Indian Prime Minister Narendra Modi addresses supporters at Bharatiya Janata Party headquarters, New Delhi, India, May 23, 2019 (AP photo by Manish Swarup).

Prime Minister Narendra Modi’s overwhelming victory in India’s elections in May 2019 solidified his grip on power and ensured that he will set the country’s agenda for the foreseeable future. While the vote was technically a victory for his right-wing, nationalist Bharatiya Janata Party, Modi turned it into a referendum on himself, becoming the face of nearly every BJP candidate’s local campaign. Modi played up his strongman persona on the campaign trail, particularly with regard to Pakistan, with which India had traded tit-for-tat airstrikes over Kashmir just months before the elections.

After the landslide victory, critics wondered whether Modi would double down on the Hindu nationalism and illiberalism that characterized his first term in office, or rein it in. In the almost two years since then, the answer has clearly been the former. In August 2019, Modi revoked Kashmir’s semiautonomous status and imposed a media and internet blackout on the state. Later that month, the state of Assam published the results of a citizenship census, the National Register of Citizens, that critics claimed was a backhanded effort to strip Muslim migrants from neighboring Bangladesh—and their descendants—of Indian citizenship. In December 2019, the government passed an immigration law that would confer fast-track citizenship on non-Muslim migrants from three neighboring Muslim-majority countries, including Bangladesh, sparking weeks of domestic protests.

Meanwhile, Modi’s administration faces foreign policy challenges besides Pakistan, including regional competition for influence with China. Last year, the two countries engaged in a series of unarmed skirmishes along their disputed border in the Himalayas that culminated in a deadly brawl in June, marking the first casualties suffered there in 45 years. Though they recently reached a resolution to the standoff, the situation remains volatile, in part because of the pressure Modi faces from his nationalist domestic base to stand up to India’s powerful neighbor. In addition, Modi faces the uncertainty created by the presidential transition in Washington. He and Donald Trump established what observers called a political “bromance” following several meetings and a high-profile visit by Trump to India in February 2020. Now, with President Joe Biden making the defense of liberal democratic values a central pillar of his foreign policy agenda, some observers have wondered whether India’s illiberal slide under Modi might make it a less attractive partner in America’s strategic competition with China.

WPR has covered India in detail and continues to examine key questions about what will happen next. Will Modi’s government continue to look the other way on Hindu nationalist violence? Will Modi’s illiberal streak cost him political capital with the Biden administration? How will the coronavirus pandemic and its impact on India’s economy affect Modi’s political prospects? Below are some of the highlights of WPR’s coverage.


— To do —
Filter the listing below, keeping every line that holds "longdash".

*** Opening Extracted information ***

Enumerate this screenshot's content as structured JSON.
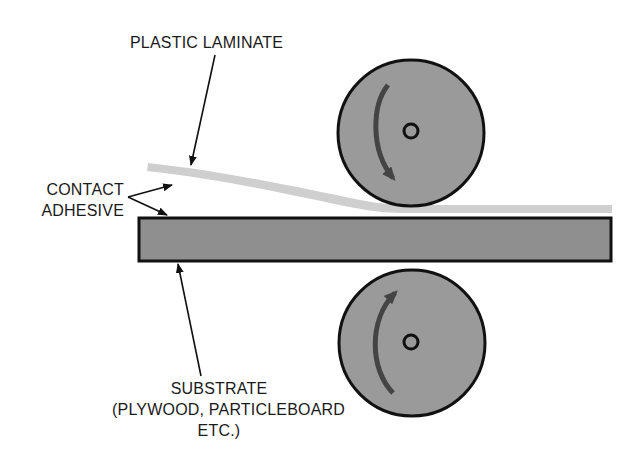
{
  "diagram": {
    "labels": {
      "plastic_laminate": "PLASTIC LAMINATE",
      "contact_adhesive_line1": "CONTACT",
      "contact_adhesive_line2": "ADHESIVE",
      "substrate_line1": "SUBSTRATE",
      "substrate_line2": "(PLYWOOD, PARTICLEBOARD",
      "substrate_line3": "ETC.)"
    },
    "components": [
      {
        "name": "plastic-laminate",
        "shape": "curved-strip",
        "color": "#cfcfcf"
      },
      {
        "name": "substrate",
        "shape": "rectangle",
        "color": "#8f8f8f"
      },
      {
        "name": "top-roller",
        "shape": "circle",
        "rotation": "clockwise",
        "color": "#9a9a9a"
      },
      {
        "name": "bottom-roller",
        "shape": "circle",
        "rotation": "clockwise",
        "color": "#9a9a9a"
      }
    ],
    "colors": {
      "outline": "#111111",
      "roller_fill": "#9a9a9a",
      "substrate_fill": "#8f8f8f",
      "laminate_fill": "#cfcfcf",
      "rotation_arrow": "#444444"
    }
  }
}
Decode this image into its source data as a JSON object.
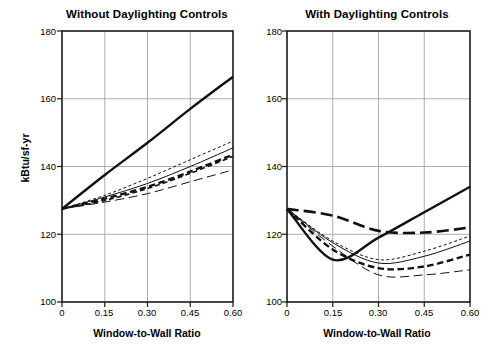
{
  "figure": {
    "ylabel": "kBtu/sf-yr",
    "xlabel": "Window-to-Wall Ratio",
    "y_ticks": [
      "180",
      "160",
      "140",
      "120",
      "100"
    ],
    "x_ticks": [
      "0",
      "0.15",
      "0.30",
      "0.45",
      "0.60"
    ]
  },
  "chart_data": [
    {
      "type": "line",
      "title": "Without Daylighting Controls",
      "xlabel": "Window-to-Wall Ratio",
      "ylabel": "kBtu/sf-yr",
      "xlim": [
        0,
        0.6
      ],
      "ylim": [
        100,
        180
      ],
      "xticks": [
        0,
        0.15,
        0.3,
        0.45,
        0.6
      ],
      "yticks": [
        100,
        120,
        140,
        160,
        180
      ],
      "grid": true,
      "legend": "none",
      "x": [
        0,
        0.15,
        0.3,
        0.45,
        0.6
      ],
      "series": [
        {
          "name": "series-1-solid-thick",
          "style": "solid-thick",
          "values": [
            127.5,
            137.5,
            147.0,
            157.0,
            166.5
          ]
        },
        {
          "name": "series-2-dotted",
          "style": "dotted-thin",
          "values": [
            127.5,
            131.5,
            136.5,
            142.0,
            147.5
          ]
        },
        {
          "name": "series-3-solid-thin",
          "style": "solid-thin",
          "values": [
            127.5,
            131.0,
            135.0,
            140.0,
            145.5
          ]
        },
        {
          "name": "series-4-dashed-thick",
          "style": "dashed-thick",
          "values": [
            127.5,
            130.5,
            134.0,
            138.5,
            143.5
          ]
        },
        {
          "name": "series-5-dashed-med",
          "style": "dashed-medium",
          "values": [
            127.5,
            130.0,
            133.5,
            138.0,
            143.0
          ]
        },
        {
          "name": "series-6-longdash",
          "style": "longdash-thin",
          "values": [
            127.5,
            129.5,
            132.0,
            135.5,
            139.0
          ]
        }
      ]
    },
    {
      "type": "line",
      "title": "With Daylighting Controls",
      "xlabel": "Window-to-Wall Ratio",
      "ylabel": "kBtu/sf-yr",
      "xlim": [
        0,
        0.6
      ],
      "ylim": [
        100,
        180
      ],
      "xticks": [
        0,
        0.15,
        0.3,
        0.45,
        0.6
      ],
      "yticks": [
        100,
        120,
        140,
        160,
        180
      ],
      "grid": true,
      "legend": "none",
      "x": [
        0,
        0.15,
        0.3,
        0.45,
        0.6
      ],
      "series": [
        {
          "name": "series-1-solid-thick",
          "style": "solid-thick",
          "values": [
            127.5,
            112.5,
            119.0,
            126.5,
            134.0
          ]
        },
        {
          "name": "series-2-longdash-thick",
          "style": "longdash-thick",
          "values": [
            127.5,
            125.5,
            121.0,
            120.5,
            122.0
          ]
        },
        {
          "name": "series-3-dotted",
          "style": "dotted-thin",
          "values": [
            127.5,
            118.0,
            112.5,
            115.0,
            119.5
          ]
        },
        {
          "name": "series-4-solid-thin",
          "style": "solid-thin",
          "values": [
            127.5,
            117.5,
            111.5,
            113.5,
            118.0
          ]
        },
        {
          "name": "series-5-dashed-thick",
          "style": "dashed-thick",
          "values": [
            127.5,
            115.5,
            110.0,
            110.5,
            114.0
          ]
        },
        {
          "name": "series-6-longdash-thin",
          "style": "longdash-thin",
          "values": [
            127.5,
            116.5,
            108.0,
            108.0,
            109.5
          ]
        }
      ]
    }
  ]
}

*** Closing Extracted information ***

— Response to this exercise —
          "name": "series-6-longdash",
          "style": "longdash-thin",
          "name": "series-2-longdash-thick",
          "style": "longdash-thick",
          "name": "series-6-longdash-thin",
          "style": "longdash-thin",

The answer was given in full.